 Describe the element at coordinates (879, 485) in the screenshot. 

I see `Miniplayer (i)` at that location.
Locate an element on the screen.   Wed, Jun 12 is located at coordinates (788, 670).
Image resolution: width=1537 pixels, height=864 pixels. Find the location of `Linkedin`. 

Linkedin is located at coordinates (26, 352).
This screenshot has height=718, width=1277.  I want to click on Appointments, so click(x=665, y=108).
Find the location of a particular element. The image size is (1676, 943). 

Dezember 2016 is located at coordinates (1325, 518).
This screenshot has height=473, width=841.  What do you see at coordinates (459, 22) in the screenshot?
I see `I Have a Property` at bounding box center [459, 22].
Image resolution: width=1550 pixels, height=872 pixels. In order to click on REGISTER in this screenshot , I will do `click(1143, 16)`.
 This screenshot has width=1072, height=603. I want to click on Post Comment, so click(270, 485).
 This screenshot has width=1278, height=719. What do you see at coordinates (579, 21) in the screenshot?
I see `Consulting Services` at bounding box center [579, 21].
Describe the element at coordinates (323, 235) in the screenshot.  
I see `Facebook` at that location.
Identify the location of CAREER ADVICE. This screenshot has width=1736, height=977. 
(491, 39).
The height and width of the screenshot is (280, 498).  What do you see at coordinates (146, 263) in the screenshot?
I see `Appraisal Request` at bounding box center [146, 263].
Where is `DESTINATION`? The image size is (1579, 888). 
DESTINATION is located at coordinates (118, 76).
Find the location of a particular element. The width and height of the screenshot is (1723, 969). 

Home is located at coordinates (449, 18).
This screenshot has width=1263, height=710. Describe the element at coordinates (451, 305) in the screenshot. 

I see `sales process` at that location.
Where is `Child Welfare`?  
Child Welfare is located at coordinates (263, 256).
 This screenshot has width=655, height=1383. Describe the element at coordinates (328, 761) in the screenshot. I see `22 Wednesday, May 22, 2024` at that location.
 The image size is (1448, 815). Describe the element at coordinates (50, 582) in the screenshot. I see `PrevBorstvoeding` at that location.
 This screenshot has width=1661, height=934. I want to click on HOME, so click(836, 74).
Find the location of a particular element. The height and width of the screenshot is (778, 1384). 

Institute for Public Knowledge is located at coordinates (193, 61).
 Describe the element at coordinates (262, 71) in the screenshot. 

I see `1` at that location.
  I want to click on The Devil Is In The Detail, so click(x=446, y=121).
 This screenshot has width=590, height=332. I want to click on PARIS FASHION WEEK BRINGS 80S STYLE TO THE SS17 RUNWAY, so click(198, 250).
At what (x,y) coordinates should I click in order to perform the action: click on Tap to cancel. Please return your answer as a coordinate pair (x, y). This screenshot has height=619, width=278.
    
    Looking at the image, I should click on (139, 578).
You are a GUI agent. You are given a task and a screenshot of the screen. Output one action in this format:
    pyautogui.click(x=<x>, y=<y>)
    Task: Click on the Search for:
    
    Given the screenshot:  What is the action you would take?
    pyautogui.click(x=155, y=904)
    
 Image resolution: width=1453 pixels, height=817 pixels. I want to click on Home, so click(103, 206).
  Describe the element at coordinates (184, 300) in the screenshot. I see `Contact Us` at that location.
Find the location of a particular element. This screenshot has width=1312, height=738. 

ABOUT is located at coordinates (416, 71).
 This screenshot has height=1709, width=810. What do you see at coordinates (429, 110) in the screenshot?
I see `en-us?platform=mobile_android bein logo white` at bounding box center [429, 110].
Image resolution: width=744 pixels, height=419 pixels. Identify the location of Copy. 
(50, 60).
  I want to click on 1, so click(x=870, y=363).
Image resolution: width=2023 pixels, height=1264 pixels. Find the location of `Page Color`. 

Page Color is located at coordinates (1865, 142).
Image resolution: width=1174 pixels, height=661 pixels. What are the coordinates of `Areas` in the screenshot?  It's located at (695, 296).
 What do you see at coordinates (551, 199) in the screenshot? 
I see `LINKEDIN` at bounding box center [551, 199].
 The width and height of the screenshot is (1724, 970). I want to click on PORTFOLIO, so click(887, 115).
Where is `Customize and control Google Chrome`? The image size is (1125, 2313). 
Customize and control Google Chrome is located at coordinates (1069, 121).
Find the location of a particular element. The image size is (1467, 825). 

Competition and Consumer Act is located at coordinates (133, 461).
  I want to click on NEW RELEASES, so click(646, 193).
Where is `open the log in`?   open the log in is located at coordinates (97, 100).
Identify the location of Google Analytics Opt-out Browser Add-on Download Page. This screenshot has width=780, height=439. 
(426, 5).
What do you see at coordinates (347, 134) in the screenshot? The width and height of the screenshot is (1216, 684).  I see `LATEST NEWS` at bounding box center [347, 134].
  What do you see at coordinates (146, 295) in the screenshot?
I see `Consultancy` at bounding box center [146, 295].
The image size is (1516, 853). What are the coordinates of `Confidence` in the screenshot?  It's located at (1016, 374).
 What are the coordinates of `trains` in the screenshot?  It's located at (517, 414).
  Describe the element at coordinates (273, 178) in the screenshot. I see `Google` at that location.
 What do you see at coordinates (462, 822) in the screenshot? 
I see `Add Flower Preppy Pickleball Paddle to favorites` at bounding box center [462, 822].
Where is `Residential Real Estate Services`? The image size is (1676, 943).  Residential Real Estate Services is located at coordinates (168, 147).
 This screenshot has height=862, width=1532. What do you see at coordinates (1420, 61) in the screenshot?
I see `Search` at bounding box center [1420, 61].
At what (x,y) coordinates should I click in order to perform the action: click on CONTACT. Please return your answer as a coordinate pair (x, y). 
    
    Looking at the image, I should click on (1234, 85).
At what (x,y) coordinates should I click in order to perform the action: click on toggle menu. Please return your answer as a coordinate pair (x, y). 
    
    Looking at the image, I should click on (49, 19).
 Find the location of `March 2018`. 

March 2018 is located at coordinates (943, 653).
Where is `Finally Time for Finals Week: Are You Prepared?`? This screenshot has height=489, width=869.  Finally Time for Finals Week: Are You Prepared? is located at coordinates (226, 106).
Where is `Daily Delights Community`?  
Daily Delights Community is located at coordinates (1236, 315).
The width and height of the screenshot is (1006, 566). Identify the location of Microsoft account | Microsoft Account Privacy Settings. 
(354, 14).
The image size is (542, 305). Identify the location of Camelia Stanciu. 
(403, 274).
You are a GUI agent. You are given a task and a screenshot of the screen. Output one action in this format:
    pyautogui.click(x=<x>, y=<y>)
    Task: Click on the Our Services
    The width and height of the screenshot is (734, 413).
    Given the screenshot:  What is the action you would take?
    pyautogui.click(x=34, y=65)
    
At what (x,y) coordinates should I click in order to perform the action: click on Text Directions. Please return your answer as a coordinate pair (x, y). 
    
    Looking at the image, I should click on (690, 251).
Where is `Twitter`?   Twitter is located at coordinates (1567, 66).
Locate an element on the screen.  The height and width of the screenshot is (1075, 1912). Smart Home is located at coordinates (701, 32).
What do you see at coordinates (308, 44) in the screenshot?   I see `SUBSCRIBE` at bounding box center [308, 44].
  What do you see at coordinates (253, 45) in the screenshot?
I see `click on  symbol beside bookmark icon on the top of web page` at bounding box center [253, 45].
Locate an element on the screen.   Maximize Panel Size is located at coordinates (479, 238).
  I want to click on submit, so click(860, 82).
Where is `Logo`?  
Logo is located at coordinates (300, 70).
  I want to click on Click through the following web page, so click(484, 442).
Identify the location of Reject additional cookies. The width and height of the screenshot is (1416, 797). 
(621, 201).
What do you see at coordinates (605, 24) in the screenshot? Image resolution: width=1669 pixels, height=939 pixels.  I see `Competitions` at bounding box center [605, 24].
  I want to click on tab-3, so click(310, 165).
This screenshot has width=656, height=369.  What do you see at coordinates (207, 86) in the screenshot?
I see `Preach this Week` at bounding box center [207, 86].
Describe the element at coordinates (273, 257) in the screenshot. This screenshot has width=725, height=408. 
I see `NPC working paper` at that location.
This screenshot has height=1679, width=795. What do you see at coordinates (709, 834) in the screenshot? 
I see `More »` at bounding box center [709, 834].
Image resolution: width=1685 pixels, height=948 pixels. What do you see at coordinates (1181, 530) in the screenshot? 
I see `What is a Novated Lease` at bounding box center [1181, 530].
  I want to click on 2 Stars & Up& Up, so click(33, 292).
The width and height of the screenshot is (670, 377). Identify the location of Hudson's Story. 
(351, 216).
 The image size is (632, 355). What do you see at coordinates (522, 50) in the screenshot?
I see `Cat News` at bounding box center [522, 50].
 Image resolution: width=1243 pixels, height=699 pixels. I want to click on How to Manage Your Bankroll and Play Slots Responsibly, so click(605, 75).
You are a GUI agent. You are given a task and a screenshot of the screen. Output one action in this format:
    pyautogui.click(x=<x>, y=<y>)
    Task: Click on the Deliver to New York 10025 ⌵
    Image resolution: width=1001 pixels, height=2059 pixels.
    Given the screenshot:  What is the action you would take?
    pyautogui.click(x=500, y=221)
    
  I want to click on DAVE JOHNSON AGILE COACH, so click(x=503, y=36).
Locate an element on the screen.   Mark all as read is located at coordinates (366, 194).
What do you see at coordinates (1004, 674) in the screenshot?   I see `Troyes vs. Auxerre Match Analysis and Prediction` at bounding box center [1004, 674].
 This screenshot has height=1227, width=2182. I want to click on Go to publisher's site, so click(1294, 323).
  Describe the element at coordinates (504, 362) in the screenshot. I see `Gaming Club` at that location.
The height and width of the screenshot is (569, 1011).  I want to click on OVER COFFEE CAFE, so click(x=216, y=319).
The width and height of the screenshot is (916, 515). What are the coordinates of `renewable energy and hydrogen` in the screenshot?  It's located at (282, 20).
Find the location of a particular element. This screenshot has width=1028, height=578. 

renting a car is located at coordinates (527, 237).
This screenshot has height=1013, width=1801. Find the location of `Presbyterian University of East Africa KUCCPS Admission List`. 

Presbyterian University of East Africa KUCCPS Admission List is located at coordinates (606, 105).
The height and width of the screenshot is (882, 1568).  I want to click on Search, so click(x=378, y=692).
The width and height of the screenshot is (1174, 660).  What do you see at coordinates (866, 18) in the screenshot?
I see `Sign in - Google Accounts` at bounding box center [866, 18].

· · · ·

▶ _Assignment_
All that belongs in the answer is the run of lines above from the line containing "Find the location of a particular element. The height" through the line containing "Task: Click on the Search", exactly as written.

▶ _Response to this task_
Find the location of a particular element. The height and width of the screenshot is (778, 1384). 

Institute for Public Knowledge is located at coordinates (193, 61).
 Describe the element at coordinates (262, 71) in the screenshot. 

I see `1` at that location.
  I want to click on The Devil Is In The Detail, so click(x=446, y=121).
 This screenshot has width=590, height=332. I want to click on PARIS FASHION WEEK BRINGS 80S STYLE TO THE SS17 RUNWAY, so click(198, 250).
At what (x,y) coordinates should I click in order to perform the action: click on Tap to cancel. Please return your answer as a coordinate pair (x, y). This screenshot has height=619, width=278.
    
    Looking at the image, I should click on (139, 578).
You are a GUI agent. You are given a task and a screenshot of the screen. Output one action in this format:
    pyautogui.click(x=<x>, y=<y>)
    Task: Click on the Search for:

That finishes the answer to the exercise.